BRAZILIAN and Portuguese families living in Oxford have been given the chance to worship in their own language following the arrival of a new priest.
Father Frederico Ribeiro, from Taubate, Sao Paulo, in Brazil, has been recruited to serve Portuguese-speaking Catholics who have made the city their home.
Fr Ribeiro, 55, is based at the Sacred Heart Catholic Church, in Sawpit Road, Blackbird Leys, and has attracted about 30 Portuguese people to each of three Sunday masses he holds at the church.
The Brazilian has also been regularly joined by about 60 of his fellow countrymen and women to his 3pm mass - also in Portuguese - at the Chapel of St Thomas More, in St Aldate's.
Fr Ribeiro said: "For me, it's a pleasure to serve my people - the people who speak my language.
"I can pray with them and assist them and I feel most rewarded.
"It is much better for them to speak in their own language.
"They feel very comfor- table, so they can open their souls to someone with the same understanding.
"The only thing I don't have is music. I've not found someone to play Portuguese hymns in the mass.
"In the afternoon Brazilian mass, I have two young people who play the guitar."
Fr Ribeiro said during the Brazilian masses, parishioners would clap, wave their arms and sway to-and-fro due to African influen- ces on their home country, although Portuguese mass was conducted in a manner similar to European services.
Fr David Hartley, of the Sacred Heart Catholic Church, said: "We were aware that there were many young adults from Brazil and other Portuguese speaking countries who were working in the Oxford area.
"It was a pleasant surprise that we were able to find someone so quickly.
"The parishioners enjoy having him here. He's a very positive and entertaining person, and they very much enjoy his preaching and getting to know him."
Fr Ribeiro, who worked at a Catholic church in Whitechapel, London, between 2002 and 2006, added: "Oxford is a lovely place. It's very beautiful and it has a very high standard of life.
"The quality of life is much higher here than in London. The native people are very welcoming to me. Living here, you see real Englishness."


:: REQUIREMENT ::
Pictures aside, the output must consist of the lines from the one containing "detect *girl*" through the end of the data, reproduced exactly.

:: DATA UNDER STUDY ::
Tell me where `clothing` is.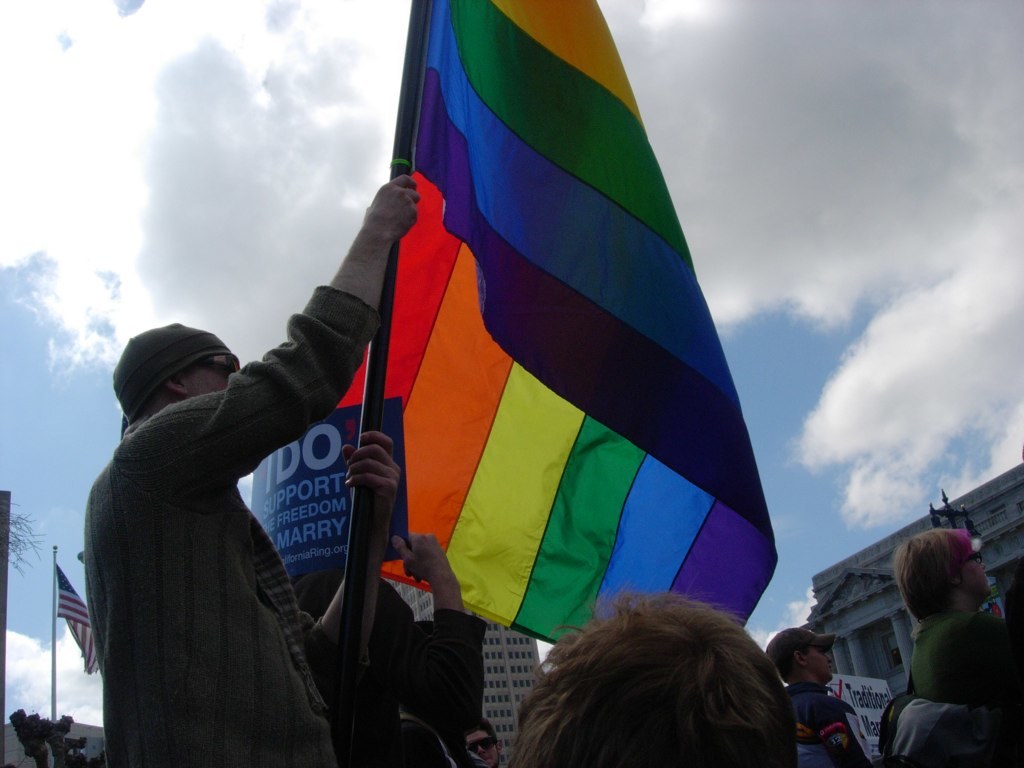
`clothing` is at crop(82, 289, 366, 767).
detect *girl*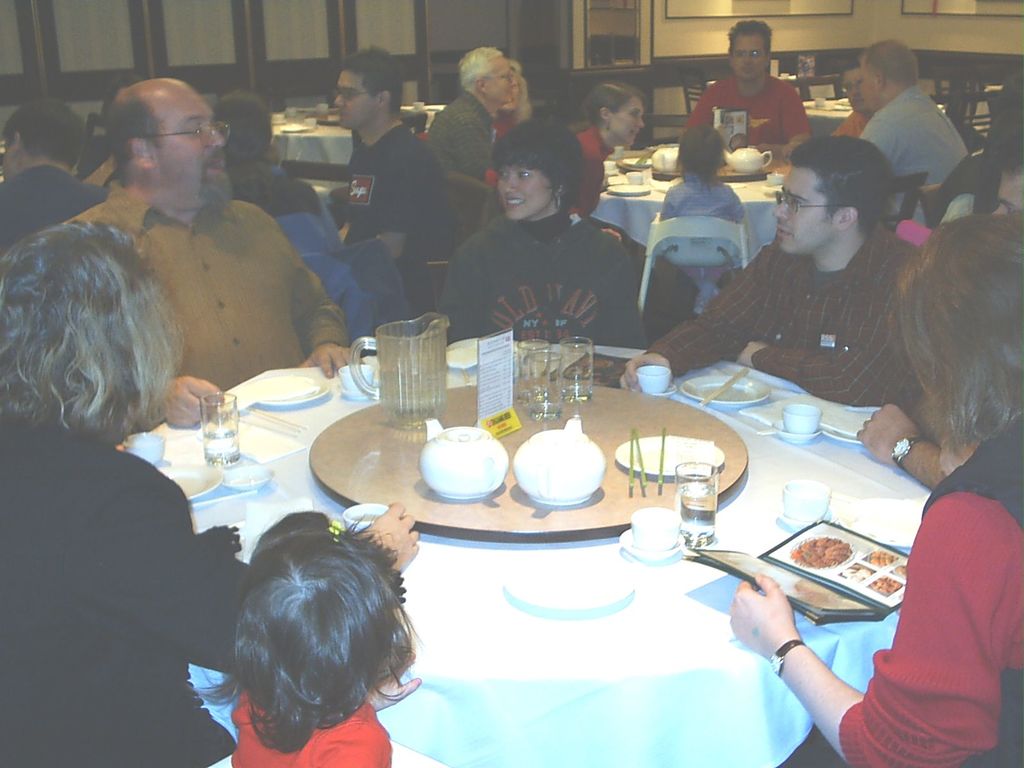
locate(731, 220, 1023, 767)
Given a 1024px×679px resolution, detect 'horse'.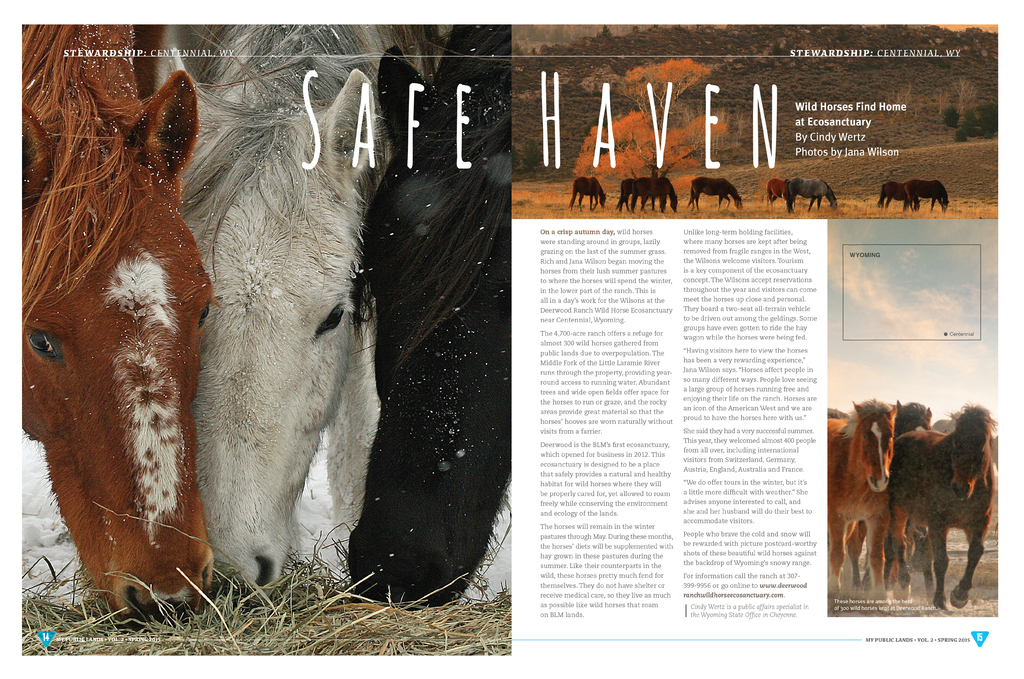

:: RESPONSE ::
detect *girl*
locate(731, 220, 1023, 767)
Given a 1024px×679px resolution, detect 'horse'.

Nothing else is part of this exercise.